If you are like me you are wishing that the senate and house would hurry up and get the American Recovery and Reinvestment Act (ARRA) passed.  The reason I’m eager to see the bill get passed is that it keeps changing, and I’d like to get to the final version so I can at least guess how this bill will affect real estate.  Most recently I heard that there were senators who were fighting to get that $15,000 credit for home buyers taken out of the plan.  Well, that is NOT a good thing from my point of view.  So we wait, wonder and worry.  The $15,000 credit seems like a very positive part of the bill: 

The National Association of Home Builders (NAHB), the organization applauded Senate passage of economic stimulus legislation.

“The enhanced $15,000 tax credit offers a powerful incentive for home buyers to get off the sidelines and represents the best opportunity for economic recovery,” said NAHB Chairman Joe Robson, a home builder from Tulsa, Okla. “Congress must make sure that the full $15,000 tax credit remains in the final stimulus plan.”

The bipartisan amendment to the stimulus package, offered by Sens. Johnny Isakson (R-Ga.) and Joe Lieberman (D-Conn.) and approved by unanimous voice vote, would create a $15,000 home buyer tax credit available to all purchasers of a principle residence for one year after its date of enactment. The tax credit would not have to be repaid and buyers could claim it against their 2008 and/or 2009 tax returns.

The $15,000 home buyer tax credit would replace and sunset a much narrower tax credit that was enacted last year. Available only to first-time home buyers, the current $7,500 tax credit works like an interest-free loan that must be repaid over a 15-year period. It is set to expire on July 1.  (excerpt from Lowes article)

 We need to increase the demand for housing, since the housing market is a big component of the economic crisis we are facing.  I’ve contacted my representatives, and suggest you contact yours.  It is possible to do more than simply wait it out. 

On the FSP (Financial Stability Plan), when I listened to the media pundits later, after having heard Tim Geithner present the plan for myself, I was wondering if they were listening to someone else, and heard a completely different plan.  Don’t you just hate that, when the corporate media begins to put a spin on what someone said, changing it and turning it into something else?  It just amazes me.  That’s the problem with allowing our media to be bought up by big corporations.  It gets harder and harder to find news that is not biased toward corporate opinion when we no longer have independent news journalists.  Tim Geithner presented a comprehensive and ambitious plan, and the media acted as if he hadn’t presented any plan at all.  I find myself going to The Huffington Post  and other alternative news sources to counteract the corporate owned media. 

On another note, I’ve added a link to another real estate blog, and intend to add others.  The first one I’ve added is to “The Foreclosure News Blog.”  In this day of increased foreclosures I decided this would be a good blog to have on the blogroll.  I’ll be reading other real estate blogs, and maybe some financial blogs, and if I like them, I’ll add them here.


▶ [Prompt]:
Pictures are to be left out; every line from the one that holds "enumerate the UI" to the end of the data is to be retyped exactly.

Collected data entries
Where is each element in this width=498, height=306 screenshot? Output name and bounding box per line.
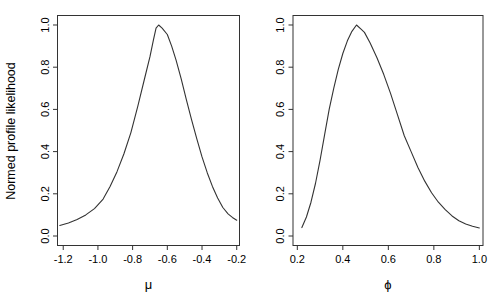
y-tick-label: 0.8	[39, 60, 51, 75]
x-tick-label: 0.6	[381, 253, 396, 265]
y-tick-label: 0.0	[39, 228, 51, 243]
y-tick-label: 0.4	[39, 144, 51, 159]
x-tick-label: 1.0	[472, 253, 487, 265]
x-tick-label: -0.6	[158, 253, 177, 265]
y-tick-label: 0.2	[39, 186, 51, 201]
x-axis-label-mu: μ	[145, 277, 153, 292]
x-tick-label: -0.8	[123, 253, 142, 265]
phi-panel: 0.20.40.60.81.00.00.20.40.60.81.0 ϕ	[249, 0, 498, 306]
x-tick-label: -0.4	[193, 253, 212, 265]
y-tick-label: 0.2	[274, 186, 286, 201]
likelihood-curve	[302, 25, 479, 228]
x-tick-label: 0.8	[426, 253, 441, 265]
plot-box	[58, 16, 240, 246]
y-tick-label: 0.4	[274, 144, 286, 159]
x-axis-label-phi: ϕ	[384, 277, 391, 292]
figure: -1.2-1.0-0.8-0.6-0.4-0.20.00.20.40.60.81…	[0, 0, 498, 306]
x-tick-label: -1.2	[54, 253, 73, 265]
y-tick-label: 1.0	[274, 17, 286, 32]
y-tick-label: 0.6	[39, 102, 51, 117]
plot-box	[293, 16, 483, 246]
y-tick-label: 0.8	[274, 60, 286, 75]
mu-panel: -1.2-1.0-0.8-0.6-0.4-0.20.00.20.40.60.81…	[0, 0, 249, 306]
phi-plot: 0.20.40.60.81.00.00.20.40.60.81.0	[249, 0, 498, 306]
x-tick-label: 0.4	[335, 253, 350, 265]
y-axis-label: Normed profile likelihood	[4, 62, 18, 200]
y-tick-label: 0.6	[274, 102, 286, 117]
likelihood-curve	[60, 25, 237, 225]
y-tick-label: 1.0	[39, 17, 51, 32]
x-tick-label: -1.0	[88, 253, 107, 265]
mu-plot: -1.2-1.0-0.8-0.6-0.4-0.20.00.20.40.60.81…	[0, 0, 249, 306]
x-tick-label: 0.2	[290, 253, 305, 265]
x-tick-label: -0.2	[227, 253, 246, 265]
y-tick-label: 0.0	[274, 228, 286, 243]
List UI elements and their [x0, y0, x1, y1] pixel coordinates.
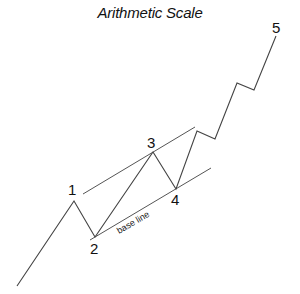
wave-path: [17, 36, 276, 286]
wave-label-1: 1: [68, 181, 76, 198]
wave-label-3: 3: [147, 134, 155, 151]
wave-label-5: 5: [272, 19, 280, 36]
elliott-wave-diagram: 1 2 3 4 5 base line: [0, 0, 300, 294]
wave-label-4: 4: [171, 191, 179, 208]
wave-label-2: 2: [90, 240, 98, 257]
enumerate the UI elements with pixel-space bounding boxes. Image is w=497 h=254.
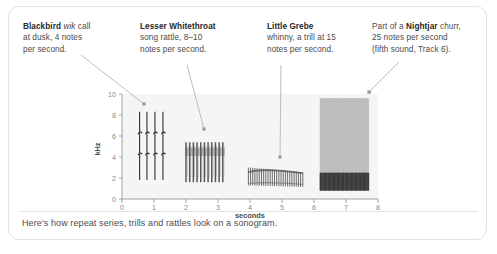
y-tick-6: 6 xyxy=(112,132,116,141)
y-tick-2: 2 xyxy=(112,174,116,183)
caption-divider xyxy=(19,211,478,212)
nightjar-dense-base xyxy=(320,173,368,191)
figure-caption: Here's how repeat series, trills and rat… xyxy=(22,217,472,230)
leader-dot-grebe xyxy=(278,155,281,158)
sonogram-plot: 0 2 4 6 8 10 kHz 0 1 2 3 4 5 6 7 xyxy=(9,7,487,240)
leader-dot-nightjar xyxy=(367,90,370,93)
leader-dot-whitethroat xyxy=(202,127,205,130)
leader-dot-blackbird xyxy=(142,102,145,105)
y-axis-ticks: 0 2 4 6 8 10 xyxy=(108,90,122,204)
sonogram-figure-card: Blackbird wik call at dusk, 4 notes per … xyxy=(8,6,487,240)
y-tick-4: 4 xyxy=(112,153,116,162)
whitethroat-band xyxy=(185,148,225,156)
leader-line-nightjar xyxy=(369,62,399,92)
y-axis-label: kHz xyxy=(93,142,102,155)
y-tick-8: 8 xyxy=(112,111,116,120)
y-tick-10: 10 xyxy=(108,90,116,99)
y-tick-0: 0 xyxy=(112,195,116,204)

▶ [Response area]:
enumerate the UI elements with pixel-space bounding boxes. Image is w=497 h=254.
y-tick-6: 6 xyxy=(112,132,116,141)
y-tick-2: 2 xyxy=(112,174,116,183)
caption-divider xyxy=(19,211,478,212)
nightjar-dense-base xyxy=(320,173,368,191)
figure-caption: Here's how repeat series, trills and rat… xyxy=(22,217,472,230)
leader-dot-grebe xyxy=(278,155,281,158)
sonogram-plot: 0 2 4 6 8 10 kHz 0 1 2 3 4 5 6 7 xyxy=(9,7,487,240)
leader-dot-nightjar xyxy=(367,90,370,93)
leader-dot-whitethroat xyxy=(202,127,205,130)
leader-dot-blackbird xyxy=(142,102,145,105)
y-axis-ticks: 0 2 4 6 8 10 xyxy=(108,90,122,204)
sonogram-figure-card: Blackbird wik call at dusk, 4 notes per … xyxy=(8,6,487,240)
y-tick-4: 4 xyxy=(112,153,116,162)
whitethroat-band xyxy=(185,148,225,156)
leader-line-nightjar xyxy=(369,62,399,92)
y-axis-label: kHz xyxy=(93,142,102,155)
y-tick-8: 8 xyxy=(112,111,116,120)
y-tick-10: 10 xyxy=(108,90,116,99)
y-tick-0: 0 xyxy=(112,195,116,204)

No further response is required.